Example Implementation:
// In AzureQueueAdapter
public async registerWebhookEndpoint(runId: string, nodeId: string): Promise<{ url: string; event: string }> {
const eventName = `webhook:${runId}:${nodeId}`
// Use Azure Functions URL or custom domain
const url = `https://your-function-app.azurewebsites.net/api/webhook/${runId}/${nodeId}`
// Store webhook mapping in Cosmos DB for later retrieval
await this.cosmosDb.items.create({
id: `${runId}:${nodeId}`,
eventName,
url,
createdAt: new Date().toISOString()
})
return { url, event: eventName }
}Handling Webhook Requests with Azure Functions
Create an Azure Function to handle webhook requests and send messages to Azure Queue:
// Azure Function (TypeScript)
import { QueueClient } from '@azure/storage-queue'
import { CosmosClient } from '@azure/cosmos'
const queueClient = QueueClient.fromConnectionString(process.env.AZURE_STORAGE_CONNECTION_STRING!, 'flowcraft-events')
const cosmosClient = new CosmosClient(process.env.COSMOS_CONNECTION_STRING!)
const database = cosmosClient.database('flowcraft')
const container = database.container('webhooks')
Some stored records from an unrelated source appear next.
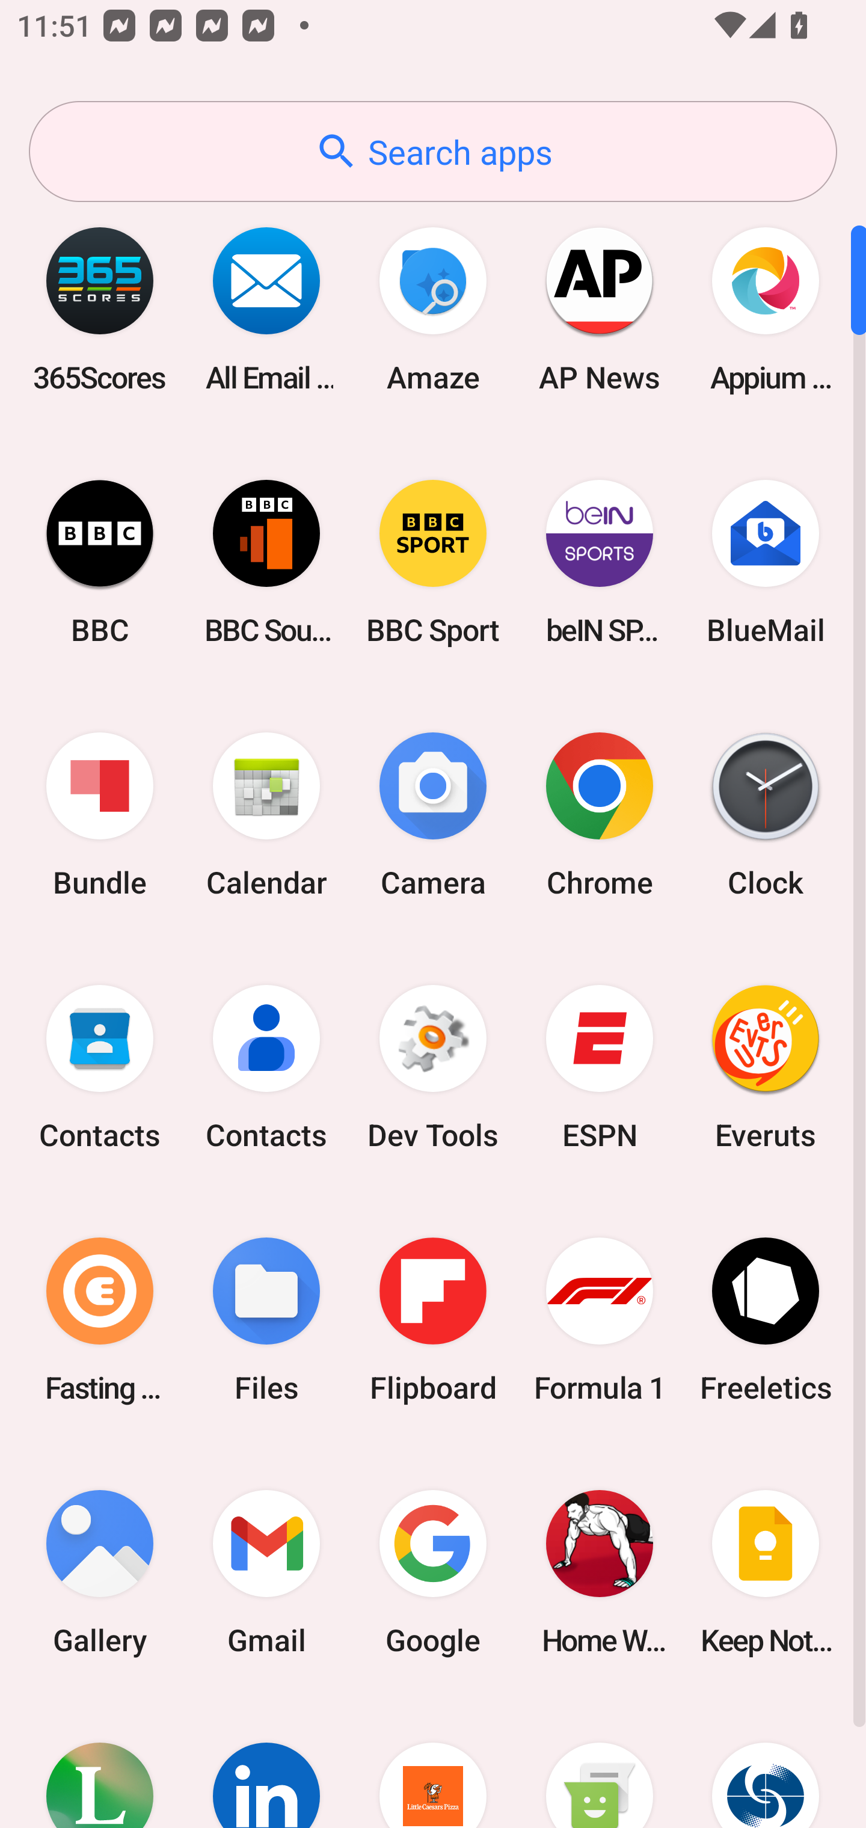  Describe the element at coordinates (433, 152) in the screenshot. I see `  Search apps` at that location.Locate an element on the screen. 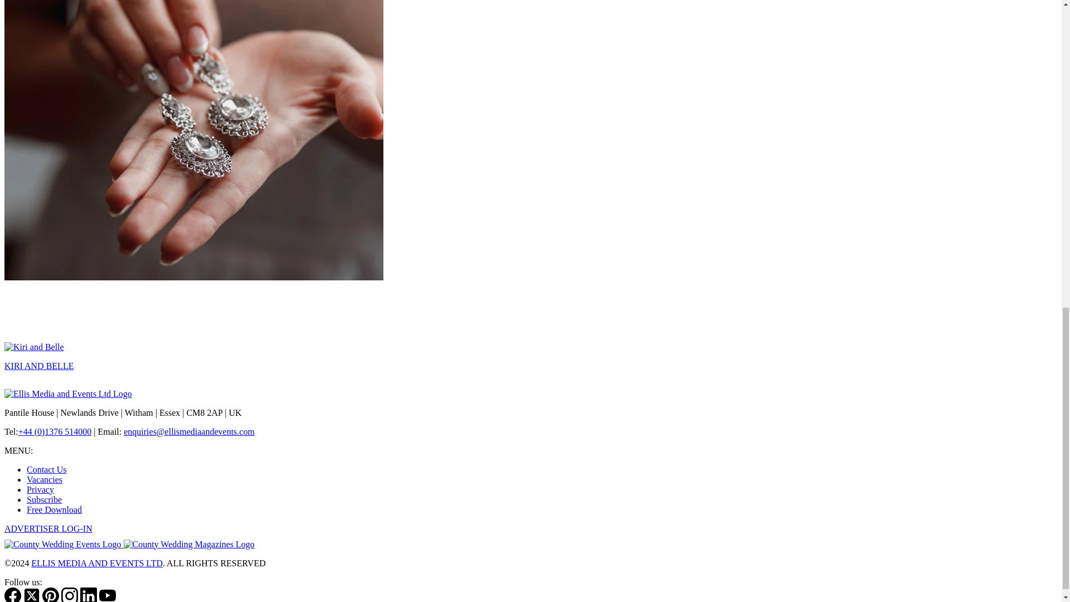 This screenshot has width=1070, height=602. Visit the Ellis Media and Events Ltd website is located at coordinates (68, 394). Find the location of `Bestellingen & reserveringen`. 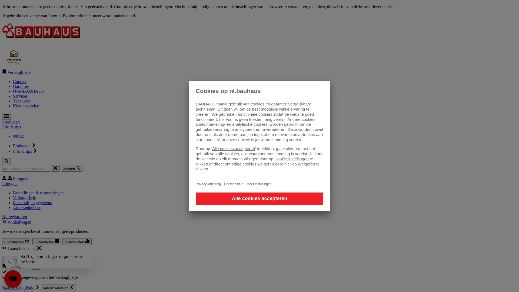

export async function webhookHandler(context: any, req: any): Promise<void> {
const { runId, nodeId } = context.bindingData
const payload = req.body
// Get webhook mapping from Cosmos DB
const { resources: webhooks } = await container.items
.query(`SELECT * FROM c WHERE c.id = '${runId}:${nodeId}'`)
.fetchAll()
if (webhooks.length > 0) {
const webhookData = webhooks[0]
// Send event to Azure Queue
await queueClient.sendMessage(JSON.stringify({
event: webhookData.eventName,
payload
}))
context.res = { status: 200, body: 'OK' }
} else {
context.res = { status: 404, body: 'Webhook not found' }
}
}Key Components
AzureQueueAdapter: Orchestrates job processing from Azure Queues.CosmosDbContext: AnIAsyncContextimplementation for Cosmos DB.RedisCoordinationStore: AnICoordinationStorefor distributed locks using Redis.createAzureReconciler: A factory function to create the reconciliation utility.